- _Given data_:
═══

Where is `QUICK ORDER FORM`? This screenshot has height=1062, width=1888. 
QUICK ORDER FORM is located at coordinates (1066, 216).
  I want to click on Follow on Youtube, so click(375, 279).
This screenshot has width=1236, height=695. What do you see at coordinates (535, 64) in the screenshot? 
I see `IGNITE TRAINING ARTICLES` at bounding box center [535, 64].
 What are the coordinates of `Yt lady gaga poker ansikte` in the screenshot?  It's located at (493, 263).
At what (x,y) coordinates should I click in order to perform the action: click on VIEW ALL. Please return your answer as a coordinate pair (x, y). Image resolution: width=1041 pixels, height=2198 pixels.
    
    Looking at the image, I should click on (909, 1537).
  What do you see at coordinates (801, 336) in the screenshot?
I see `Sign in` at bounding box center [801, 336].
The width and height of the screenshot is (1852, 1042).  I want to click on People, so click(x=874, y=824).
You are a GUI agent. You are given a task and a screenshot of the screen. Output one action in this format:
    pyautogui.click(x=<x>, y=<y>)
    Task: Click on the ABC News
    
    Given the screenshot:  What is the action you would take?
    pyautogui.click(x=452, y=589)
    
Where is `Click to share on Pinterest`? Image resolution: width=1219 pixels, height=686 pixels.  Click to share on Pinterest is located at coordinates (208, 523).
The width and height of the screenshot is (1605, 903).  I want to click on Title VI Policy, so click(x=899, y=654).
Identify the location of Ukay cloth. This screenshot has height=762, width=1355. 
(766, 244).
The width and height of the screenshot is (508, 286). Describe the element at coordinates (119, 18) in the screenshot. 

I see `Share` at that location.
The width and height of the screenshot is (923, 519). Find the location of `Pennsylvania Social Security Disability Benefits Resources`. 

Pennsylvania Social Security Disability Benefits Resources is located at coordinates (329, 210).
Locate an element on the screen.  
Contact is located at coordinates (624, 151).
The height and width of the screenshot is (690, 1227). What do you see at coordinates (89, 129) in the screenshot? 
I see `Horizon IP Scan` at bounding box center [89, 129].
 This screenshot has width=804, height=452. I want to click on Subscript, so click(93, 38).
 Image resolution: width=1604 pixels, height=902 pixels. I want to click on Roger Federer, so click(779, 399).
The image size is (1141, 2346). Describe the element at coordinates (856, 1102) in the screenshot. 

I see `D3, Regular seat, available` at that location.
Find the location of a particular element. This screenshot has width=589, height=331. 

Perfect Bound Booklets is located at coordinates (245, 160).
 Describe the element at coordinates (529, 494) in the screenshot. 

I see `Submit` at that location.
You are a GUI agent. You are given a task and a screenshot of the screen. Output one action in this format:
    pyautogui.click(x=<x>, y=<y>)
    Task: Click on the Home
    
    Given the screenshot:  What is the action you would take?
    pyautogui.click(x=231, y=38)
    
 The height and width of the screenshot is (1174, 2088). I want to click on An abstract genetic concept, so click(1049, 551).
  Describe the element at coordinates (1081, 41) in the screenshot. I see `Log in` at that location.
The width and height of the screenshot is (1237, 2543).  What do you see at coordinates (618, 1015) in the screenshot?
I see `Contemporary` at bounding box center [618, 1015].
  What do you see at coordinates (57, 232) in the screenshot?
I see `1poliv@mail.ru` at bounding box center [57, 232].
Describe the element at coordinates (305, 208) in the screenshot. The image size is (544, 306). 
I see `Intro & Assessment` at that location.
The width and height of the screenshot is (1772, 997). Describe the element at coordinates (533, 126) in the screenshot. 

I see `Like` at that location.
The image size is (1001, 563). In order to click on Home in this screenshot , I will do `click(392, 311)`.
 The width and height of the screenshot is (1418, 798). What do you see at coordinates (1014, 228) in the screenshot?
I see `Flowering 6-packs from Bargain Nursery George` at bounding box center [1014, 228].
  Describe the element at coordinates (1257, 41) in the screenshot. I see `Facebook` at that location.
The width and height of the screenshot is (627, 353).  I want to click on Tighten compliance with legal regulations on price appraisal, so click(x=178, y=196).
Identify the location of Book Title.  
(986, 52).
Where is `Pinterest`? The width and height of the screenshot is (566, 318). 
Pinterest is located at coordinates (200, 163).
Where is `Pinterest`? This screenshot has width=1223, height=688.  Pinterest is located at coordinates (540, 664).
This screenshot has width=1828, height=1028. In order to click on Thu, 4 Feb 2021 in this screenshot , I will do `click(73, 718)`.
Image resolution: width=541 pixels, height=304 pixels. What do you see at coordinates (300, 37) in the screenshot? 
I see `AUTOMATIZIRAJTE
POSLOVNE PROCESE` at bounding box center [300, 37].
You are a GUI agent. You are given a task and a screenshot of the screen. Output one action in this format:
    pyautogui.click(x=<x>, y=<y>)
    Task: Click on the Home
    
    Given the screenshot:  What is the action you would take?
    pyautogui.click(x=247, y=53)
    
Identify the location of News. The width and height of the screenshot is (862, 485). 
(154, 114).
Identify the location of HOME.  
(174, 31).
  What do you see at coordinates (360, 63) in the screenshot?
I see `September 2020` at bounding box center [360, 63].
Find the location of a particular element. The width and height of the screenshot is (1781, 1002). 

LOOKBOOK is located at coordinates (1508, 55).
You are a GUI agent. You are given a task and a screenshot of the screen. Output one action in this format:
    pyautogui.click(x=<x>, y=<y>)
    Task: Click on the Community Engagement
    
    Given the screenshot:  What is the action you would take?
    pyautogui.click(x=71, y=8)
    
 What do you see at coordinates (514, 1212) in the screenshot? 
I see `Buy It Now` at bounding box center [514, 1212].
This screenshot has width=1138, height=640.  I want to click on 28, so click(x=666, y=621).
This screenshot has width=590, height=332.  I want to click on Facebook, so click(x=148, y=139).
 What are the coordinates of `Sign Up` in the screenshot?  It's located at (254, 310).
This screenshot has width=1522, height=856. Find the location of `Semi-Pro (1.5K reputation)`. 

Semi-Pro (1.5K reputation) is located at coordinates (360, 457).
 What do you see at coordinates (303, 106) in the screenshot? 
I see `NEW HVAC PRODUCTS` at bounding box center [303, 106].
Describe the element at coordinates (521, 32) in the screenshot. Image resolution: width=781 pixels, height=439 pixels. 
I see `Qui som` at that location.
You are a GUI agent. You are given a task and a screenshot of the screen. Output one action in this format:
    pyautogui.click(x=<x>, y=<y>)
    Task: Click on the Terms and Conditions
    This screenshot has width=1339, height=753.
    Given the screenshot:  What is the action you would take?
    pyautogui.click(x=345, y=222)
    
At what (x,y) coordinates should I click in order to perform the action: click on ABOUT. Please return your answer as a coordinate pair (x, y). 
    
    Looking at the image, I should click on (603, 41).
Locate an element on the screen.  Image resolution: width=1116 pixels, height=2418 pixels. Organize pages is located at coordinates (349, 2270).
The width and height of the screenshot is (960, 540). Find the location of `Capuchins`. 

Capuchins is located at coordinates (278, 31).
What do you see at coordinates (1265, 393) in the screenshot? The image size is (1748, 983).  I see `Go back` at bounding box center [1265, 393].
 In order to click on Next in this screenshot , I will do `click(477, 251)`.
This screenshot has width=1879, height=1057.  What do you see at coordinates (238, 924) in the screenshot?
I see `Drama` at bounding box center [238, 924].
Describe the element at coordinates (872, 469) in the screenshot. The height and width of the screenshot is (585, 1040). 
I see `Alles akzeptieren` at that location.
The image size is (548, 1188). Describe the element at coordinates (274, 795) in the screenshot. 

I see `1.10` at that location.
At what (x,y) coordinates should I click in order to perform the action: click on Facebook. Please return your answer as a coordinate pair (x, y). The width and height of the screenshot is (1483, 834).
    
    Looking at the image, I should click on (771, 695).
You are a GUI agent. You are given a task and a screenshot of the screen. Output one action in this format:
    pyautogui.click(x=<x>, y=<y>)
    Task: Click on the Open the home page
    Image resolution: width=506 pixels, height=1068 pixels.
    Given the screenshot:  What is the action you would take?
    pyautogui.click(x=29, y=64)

═══

- _Problem statement_: If a line falls between the first line of the records and the line containing "Task: Click on the ABC News", inclusive, repeat it exactly; leave out all others.

- _Reply to the task_:
Where is `QUICK ORDER FORM`? This screenshot has height=1062, width=1888. 
QUICK ORDER FORM is located at coordinates (1066, 216).
  I want to click on Follow on Youtube, so click(375, 279).
This screenshot has width=1236, height=695. What do you see at coordinates (535, 64) in the screenshot? 
I see `IGNITE TRAINING ARTICLES` at bounding box center [535, 64].
 What are the coordinates of `Yt lady gaga poker ansikte` in the screenshot?  It's located at (493, 263).
At what (x,y) coordinates should I click in order to perform the action: click on VIEW ALL. Please return your answer as a coordinate pair (x, y). Image resolution: width=1041 pixels, height=2198 pixels.
    
    Looking at the image, I should click on (909, 1537).
  What do you see at coordinates (801, 336) in the screenshot?
I see `Sign in` at bounding box center [801, 336].
The width and height of the screenshot is (1852, 1042).  I want to click on People, so click(x=874, y=824).
You are a GUI agent. You are given a task and a screenshot of the screen. Output one action in this format:
    pyautogui.click(x=<x>, y=<y>)
    Task: Click on the ABC News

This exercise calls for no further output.